Getting aid to cyclone-hit Vanuatu the 'biggest challenge'

Agencies say situation is worse than when Haiyan struck the Philippines

SUVA (Fiji) - Aid agencies described conditions in cyclone-ravaged Vanuatu as among the most challenging they have ever faced, as the Pacific nation's President blamed climate change for worsening the devastation.

Save the Children's Vanuatu director Tom Skirrow said the logistical challenges were even worse than when Super Typhoon Haiyan struck the Philippines in November 2013, killing more than 7,350 people and ravaging an area as big as Portugal.

"I was present for the Haiyan response and I would 100 per cent tell you that this is a much more difficult logistical problem," he said. "The numbers are smaller but the percentage of the population that's been affected is much bigger."

Ms Aurelia Balpe, head of the Pacific office of the International Federation of Red Cross and Red Crescent Societies, agreed that the task facing aid agencies was likely unprecedented in the region. "I don't think there has ever been destruction on this scale in one place," she said.

Care International spokesman Tom Perry said flying into the capital, Port Vila, where up to 90 per cent of homes have been damaged, was "startling". "It's been flattened, all that green is basically horizontal. Trees are just kind of standing like broken toothpicks, it's quite startling... it's hard to find a home that hasn't been hit," he told the Australian Broadcasting Corporation.

Oxfam country director in Port Vila, Mr Colin Collett van Rooyen, said the lack of clean water, temporary toilets, water purification tablets and hygiene kits needed to be addressed rapidly.

"Friday night was the first emergency with the arrival of Cyclone Pam; disease will be the second emergency without clean water, sanitation and hygiene provision," he said. "There are more than 100,000 people likely homeless, every school destroyed, evacuation centres full, damage to health facilities and the morgue."

Mr Skirrow said flights over remote islands had confirmed widespread destruction elsewhere in the impoverished nation of 270,000. "It's frustrating, we're still stuck in a small part of Port Vila, we can't even get to the north of this island (Efate) to find out what's going on," he said.

"I am absolutely sure there will be at least 150,000 people significantly affected, most likely homeless, and about 75,000 of them will be children."

The Singapore Red Cross said it will contribute US$25,000 (S$34,800). The amount, from its Disaster Response Emergency Fund, will be used to purchase much-needed emergency relief items for Vanuatu, a media statement said yesterday.

Pacific nations regard themselves as at the front line of climate change, given that many are low-lying islands dangerously exposed to rising sea levels.

"Climate change is contributing to the disaster in Vanuatu," President Baldwin Lonsdale earlier told reporters in Japan, where he was attending a United Nations disaster conference. He said the rain had been unusually heavy this year.

Military planes from Australia, New Zealand and France were arriving loaded full of food, shelter, medicine and generators, along with disaster relief teams.

The UN Office for the Coordination of Humanitarian Affairs said the cyclone, which was the maximum category five, had affected countries across the South Pacific, including the Solomon Islands, Kiribati, Fiji, Tuvalu and Papua New Guinea.

The UN had unconfirmed reports that the cyclone had killed 44 people in one province alone on Vanuatu, which has more than 80 outlying islands. The official death toll yesterday was eight.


Instructions to follow
Start with the line that holds "At what (x,y)". Please copy it and each remaining line below exactly, leaving pictures out.

Data shown
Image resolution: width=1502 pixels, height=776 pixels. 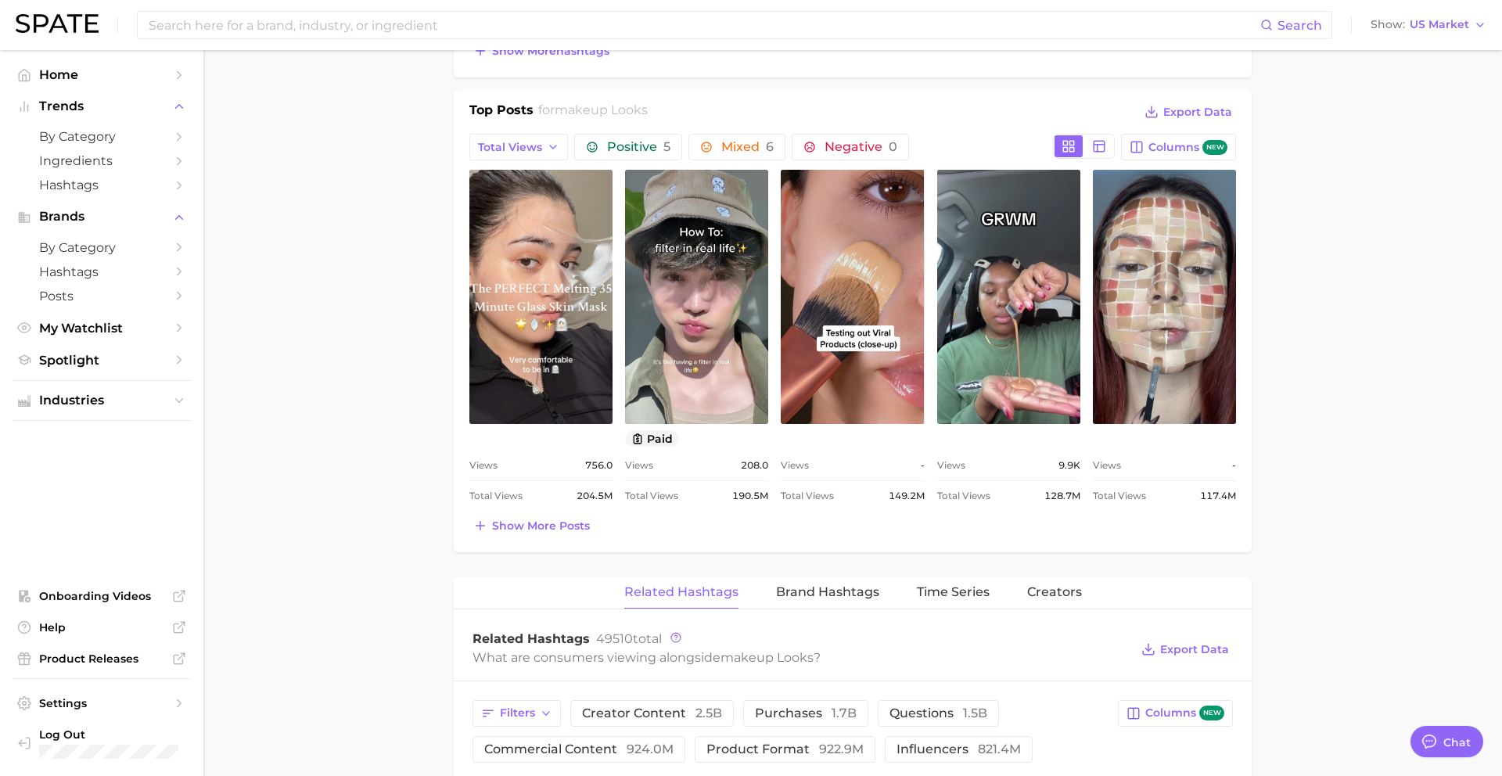 I want to click on span: Home, so click(x=102, y=74).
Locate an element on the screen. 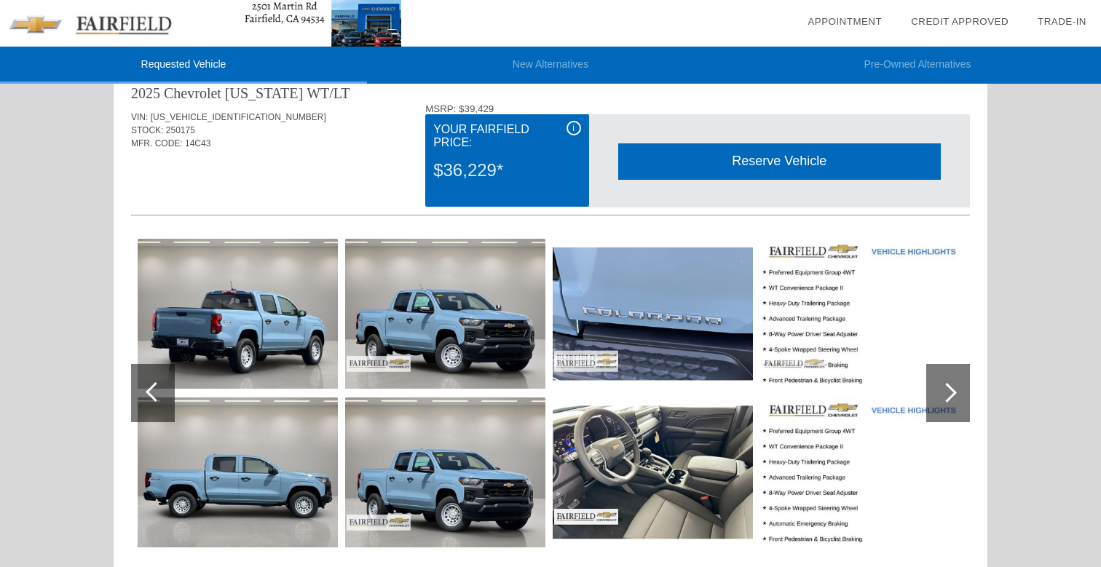 The width and height of the screenshot is (1101, 567). img: 2.jpg is located at coordinates (237, 314).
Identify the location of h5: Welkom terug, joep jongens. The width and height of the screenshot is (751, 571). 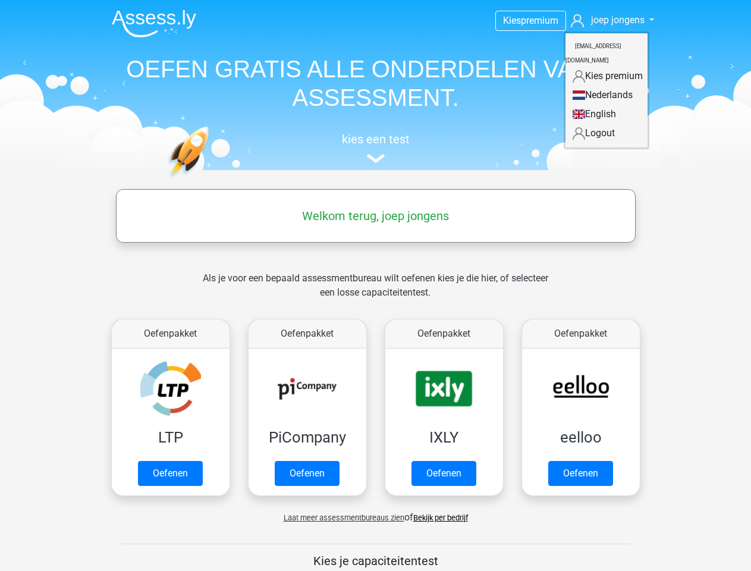
(376, 216).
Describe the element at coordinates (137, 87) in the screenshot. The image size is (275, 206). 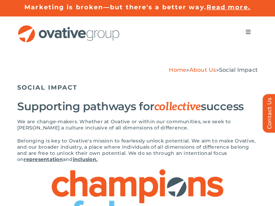
I see `h5: SOCIAL IMPACT` at that location.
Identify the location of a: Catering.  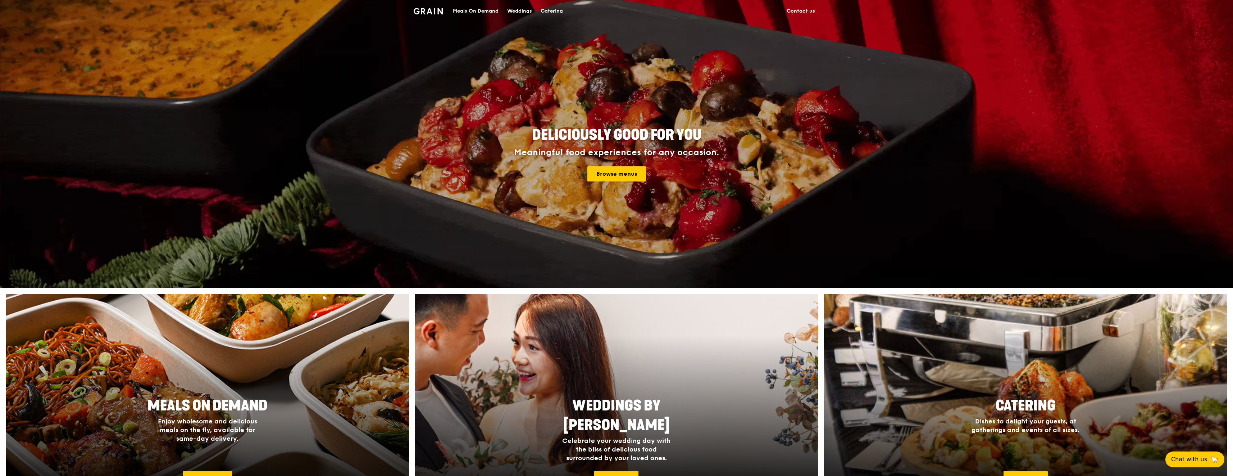
(552, 11).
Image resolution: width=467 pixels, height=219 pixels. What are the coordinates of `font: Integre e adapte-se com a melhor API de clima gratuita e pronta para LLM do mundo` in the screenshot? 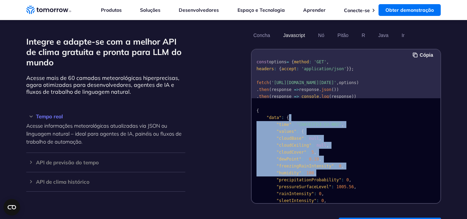 It's located at (104, 52).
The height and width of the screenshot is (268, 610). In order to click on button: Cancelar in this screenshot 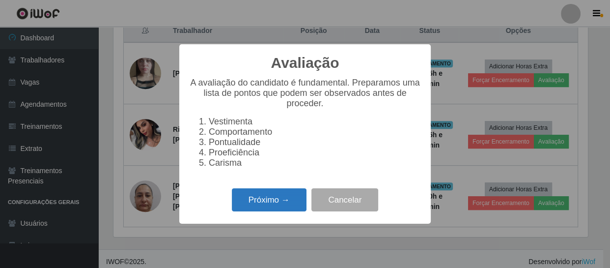, I will do `click(345, 199)`.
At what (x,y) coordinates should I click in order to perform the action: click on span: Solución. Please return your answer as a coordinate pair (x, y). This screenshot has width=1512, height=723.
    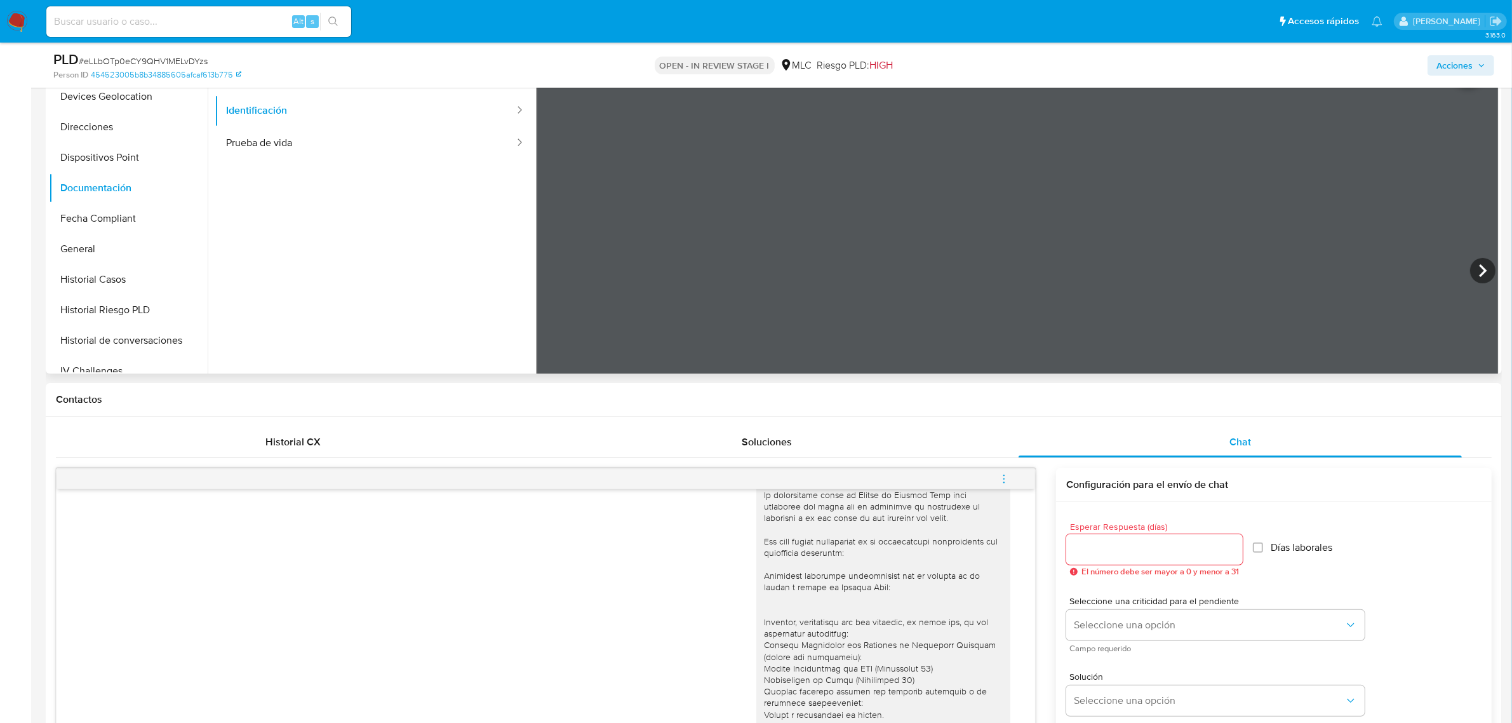
    Looking at the image, I should click on (1219, 676).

Output for this exercise
At what (x,y) coordinates should I click in order to perform the action: click on span: Solución. Please return your answer as a coordinate pair (x, y). This screenshot has width=1512, height=723.
    Looking at the image, I should click on (1219, 676).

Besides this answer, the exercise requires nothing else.